+++ MATERIAL FOR THE TASK +++
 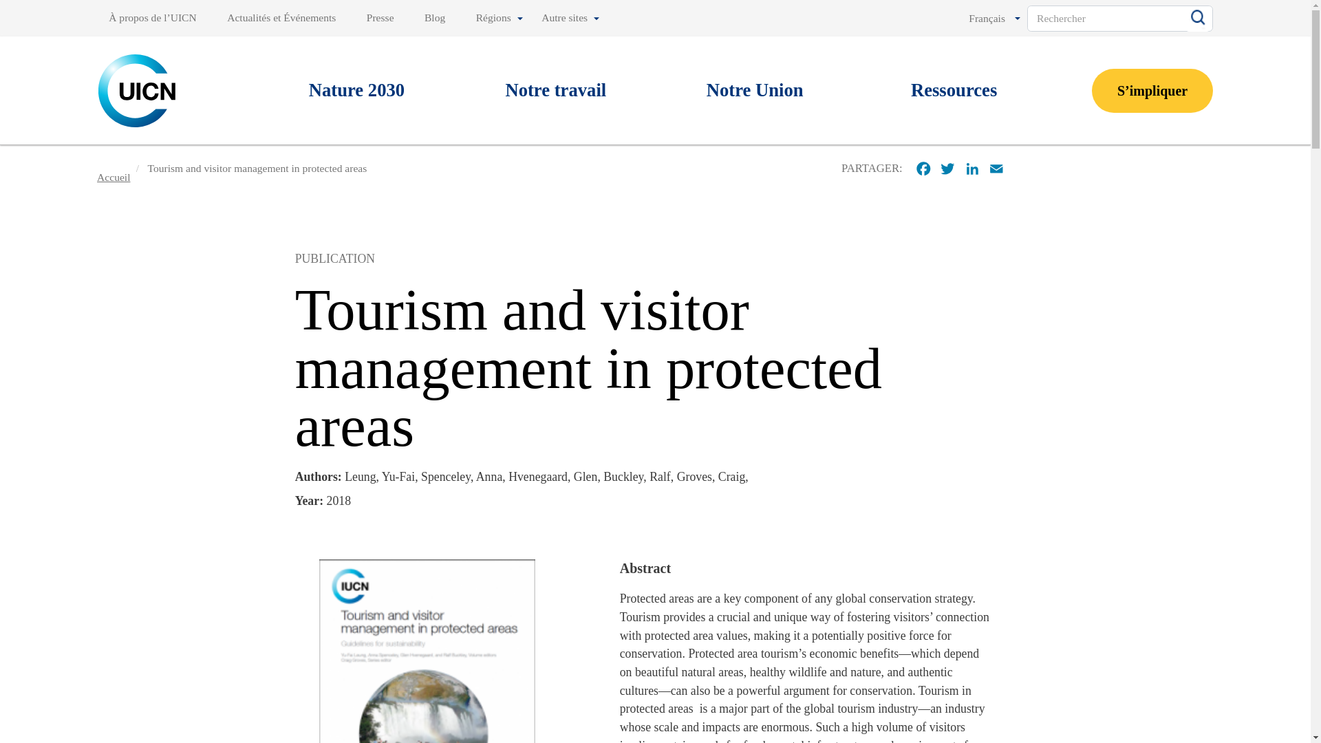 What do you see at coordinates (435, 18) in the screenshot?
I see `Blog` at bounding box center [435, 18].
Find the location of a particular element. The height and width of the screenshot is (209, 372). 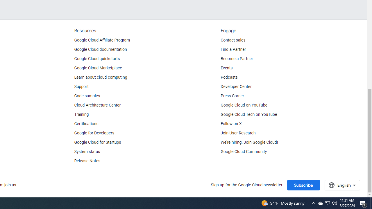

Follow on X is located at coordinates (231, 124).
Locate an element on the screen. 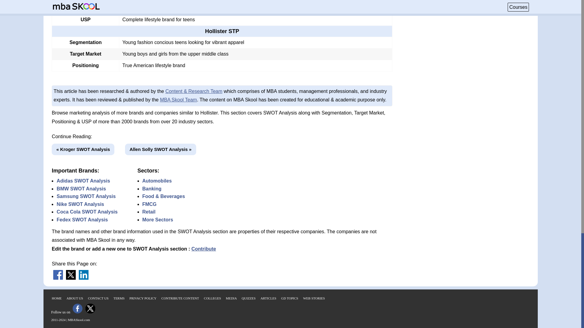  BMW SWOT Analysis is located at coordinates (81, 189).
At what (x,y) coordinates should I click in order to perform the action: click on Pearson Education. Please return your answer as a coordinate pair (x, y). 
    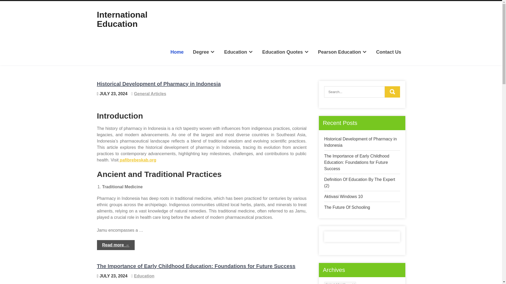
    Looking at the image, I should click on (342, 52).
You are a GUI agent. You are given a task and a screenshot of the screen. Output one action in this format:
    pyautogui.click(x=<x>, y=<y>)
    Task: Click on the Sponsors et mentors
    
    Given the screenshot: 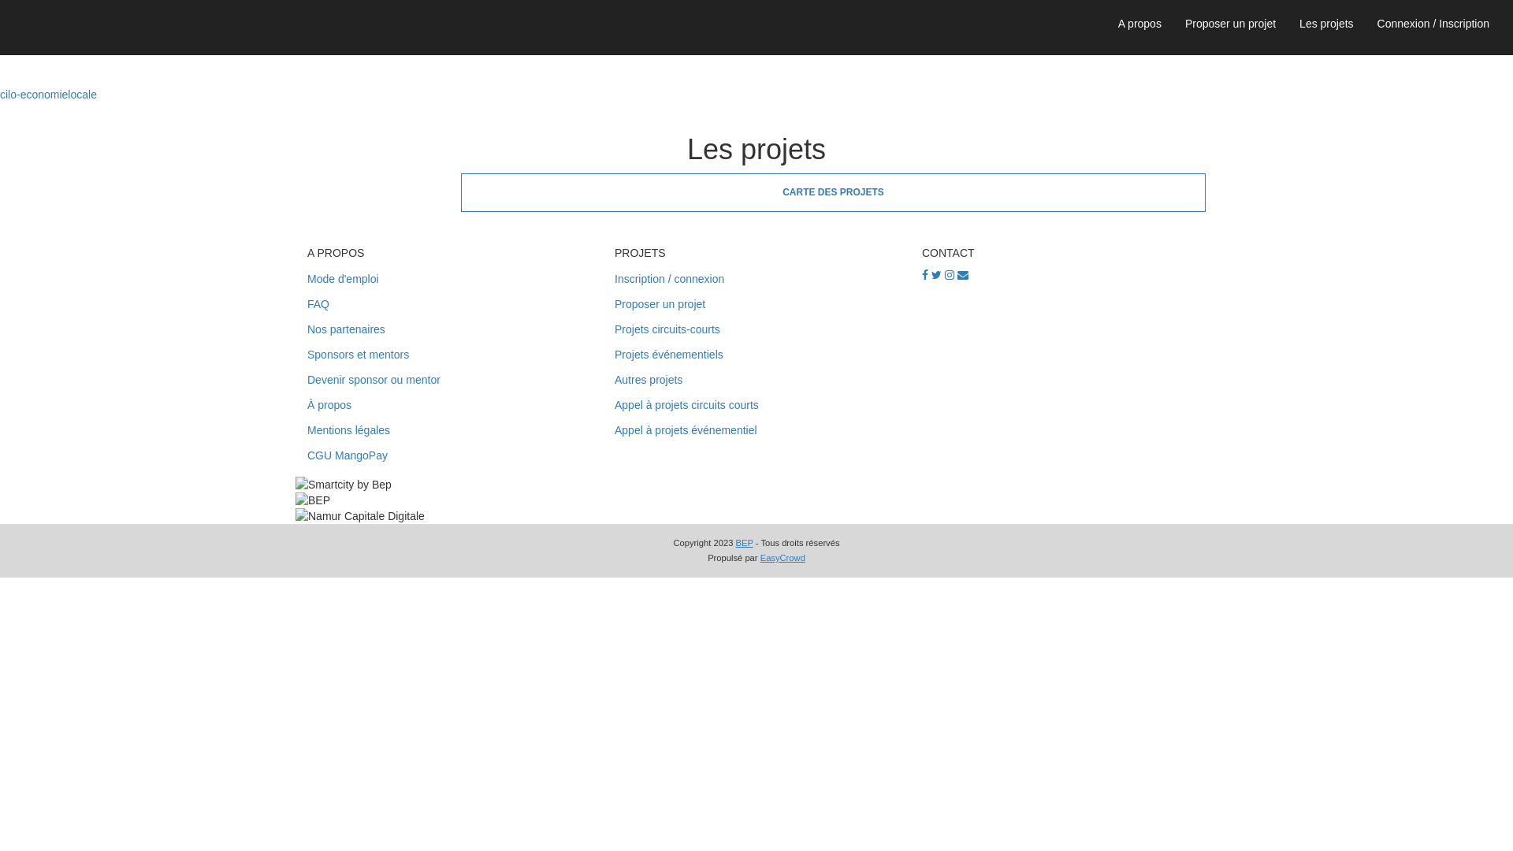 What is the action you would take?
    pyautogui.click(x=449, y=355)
+++
+++ MATERIAL FOR THE TASK +++
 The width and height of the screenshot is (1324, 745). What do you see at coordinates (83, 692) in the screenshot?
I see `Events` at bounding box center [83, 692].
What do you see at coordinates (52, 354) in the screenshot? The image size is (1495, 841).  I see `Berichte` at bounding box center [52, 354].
+++
_EXERCISE DESCRIPTION:_
Can you repeat, word for word, every line above from the one containing "You are a GUI" down to the one containing "Task: Click on the Sponsors et mentors", including both?

_COMPLETED TASK:_
You are a GUI agent. You are given a task and a screenshot of the screen. Output one action in this format:
    pyautogui.click(x=<x>, y=<y>)
    Task: Click on the Sponsors et mentors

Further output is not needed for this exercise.